I am an applied microeconomist whose primary fields are development and public. My Job Market Paper, `Insurance Networks and Endogenous Poverty Traps', investigates why households in developing countries invest so little. This is a puzzle, as high return investments are available, and households belong to risk sharing networks which have the resources needed to invest. This paper provides a novel explanation for this puzzle: informal risk sharing can crowd out investment. I extend the canonical model of limited commitment in risk sharing networks to allow for lumpy investment, and show that together these features generate a poverty trap. I verify key empirical predictions of the model using data from a large scale asset transfer program in 1400 Bangladeshi villages. My results highlight how capital transfer programs can be made more cost-effective by targeting communities at the threshold of the aggregate poverty trap.
Other work in my thesis explores (i) how one can use data on networks to understand social spillover effects, including in the presence of endogenous network formation and measurement error; (ii) how the trade-off between economic and cultural incentives determines whether heterogeneous communities, such as migrants to the US, choose to integrate or segregate; and (iii) the impact of migrants’ initial networks on later labour market outcomes.

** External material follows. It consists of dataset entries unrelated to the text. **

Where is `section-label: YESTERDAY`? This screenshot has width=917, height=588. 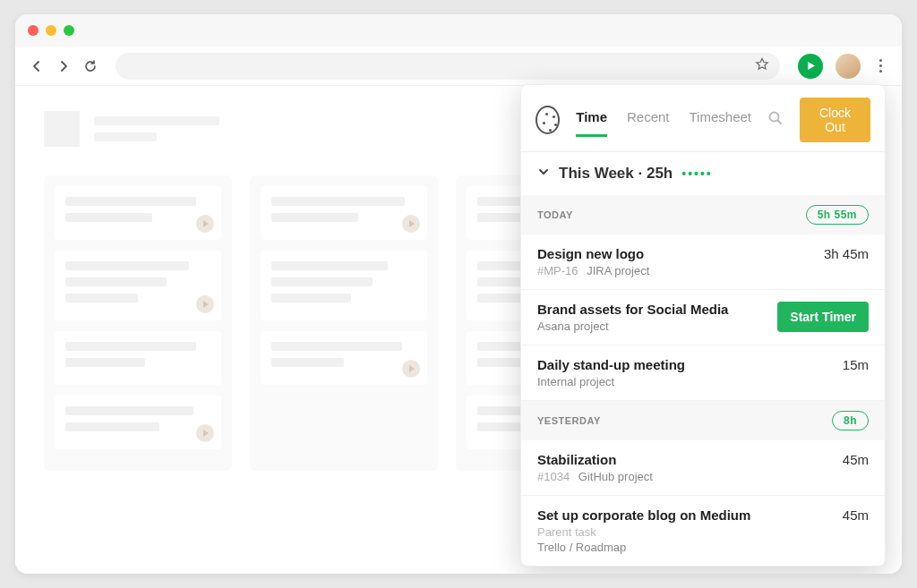 section-label: YESTERDAY is located at coordinates (570, 421).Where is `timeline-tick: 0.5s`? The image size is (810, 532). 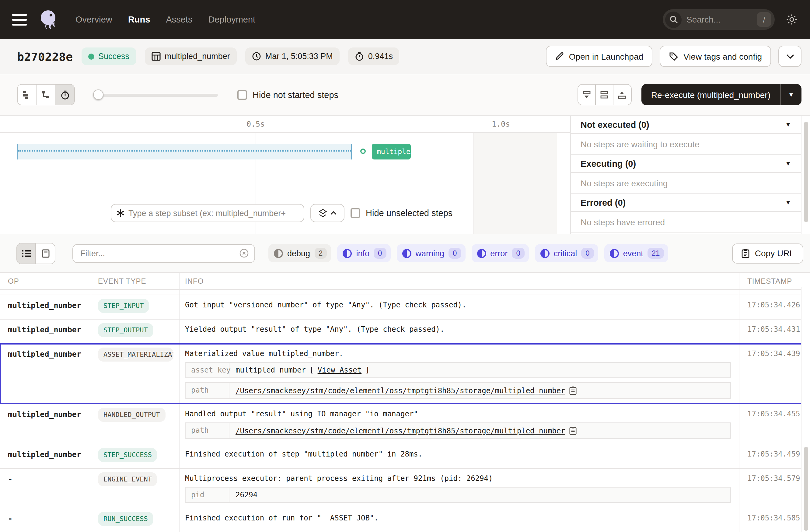
timeline-tick: 0.5s is located at coordinates (256, 124).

Whilst studying for my PhD at University College London, I have also been working part-time at the Institute for Fiscal Studies. As part of that work I coauthored a number of policy reports and comments on environmental taxation in the UK, and more recently I have been involved in issues of Tax Compliance. Using data from HMRC (the UK tax office), I am investigating how tax audits affect long term tax reporting, and in future work how the effects of audits spillover onto coworkers, business partners, and family members.